The novels that attract me most are those that create an illusion of transparency around a knot of human relationships as obscure, cruel, and perverse as possible.
Italo CalvinoRead
I write by hand, making many, many corrections. I would say I cross out more than I write. I have to hunt for words when I speak, and I have the same difficulty when writing.
Interpretation
The quote expresses the challenges of writing and the meticulous process of creating art.
Italo Calvino reflects on the complexities of writing, emphasizing the effort and struggle involved in finding the right words and perfecting one's work. He highlights the reality that the creation process can be laborious, requiring extensive revisions and a careful selection of language, which is an intrinsic part of the artistic endeavor.
In practice
In a writing workshop, to encourage students to embrace the revision process.
The novels that attract me most are those that create an illusion of transparency around a knot of human relationships as obscure, cruel, and perverse as possible.
Your first book is the only one that matters. Perhaps a writer should write only that one. That is the one moment when you make the big leap; the opportunity to express yourself is offered that once, and you untie the knot within you then or never again.
...and every Wednesday the perfumed young lady slips me a hundred-crown note to leave her alone with the convict. And by Thursday the hundred crowns are already gone in so much beer. And when the visiting hour is over, the young lady comes out with the stink of jail in her elegant clothes; and the prisoner goes back to his cell with the lady's perfume in his jailbird's suit. And I'm left with the smell of beer. Life is nothing but trading smells.
Nobody these days holds the written word in such high esteem as police states do.
The struggle of literature is in fact a struggle to escape from the confines of language; it stretches out from the utmost limits of what can be said; what stirs literature is the call and attraction of what is not in the dictionary.
Fantasy is like jam. . . . You have to spread it on a solid piece of bread. If not, it remains a shapeless thing . . . out of which you can’t make anything.
The writer, when he is also an artist, is someone who admits what others don't dare reveal.
In my view, the novelist has no right to express his opinions on the things of this world. In creating, he must imitate God: do his job and then shut up.
I think theater ought to be theatrical ... you know, shuffling the pack in different ways so that it's -- there's always some kind of ambush involved in the experience. You're being ambushed by an unexpected word, or by an elephant falling out of the cupboard, whatever it is.

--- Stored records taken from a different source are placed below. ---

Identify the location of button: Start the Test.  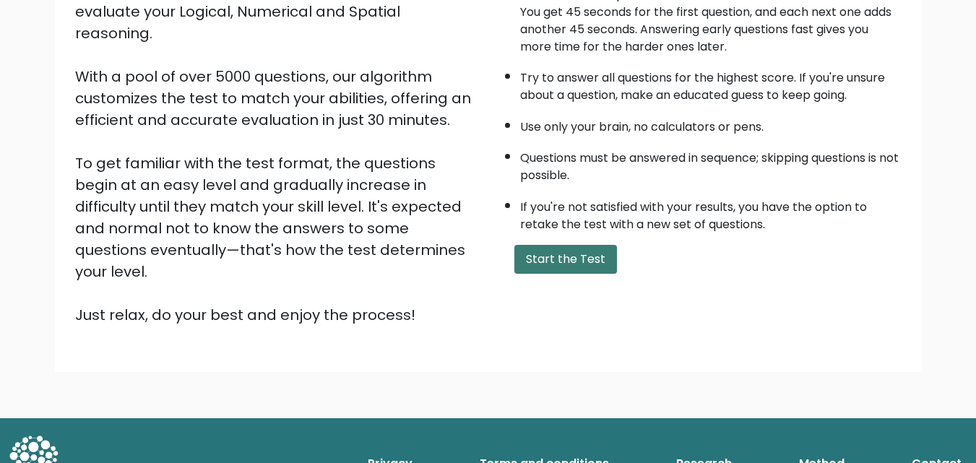
(566, 259).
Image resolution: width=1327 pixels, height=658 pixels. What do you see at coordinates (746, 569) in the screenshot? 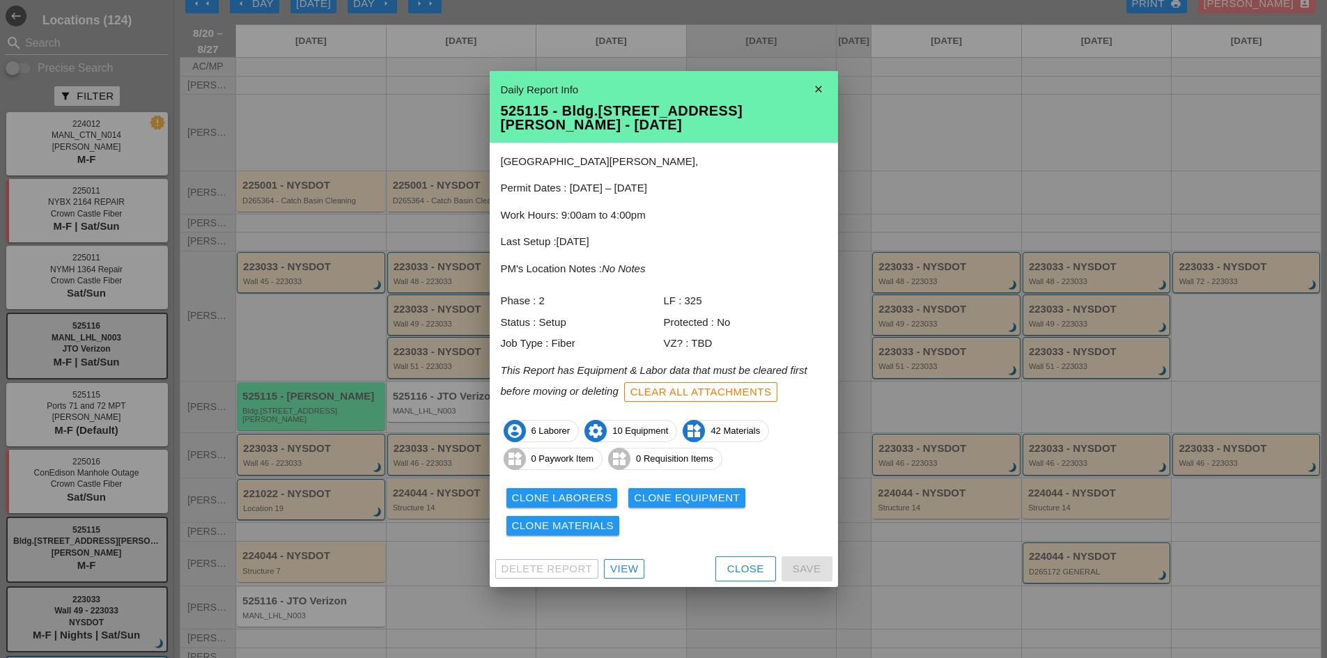
I see `button: Close` at bounding box center [746, 569].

What surprises me most in architecture, as in other techniques, is that a project has one life in its built state but another in its written or drawn state.
I think there are advantages to different scales of filmmaking. You wouldn't want to do just one thing.
Poetry, my dear friends, is a sacred incarnation of a smile. Poetry is a sigh that dries the tears. Poetry is a spirit who dwells in the soul, whose nourishment is the heart, whose wine is affection. Poetry that comes not in this form is a false messiah.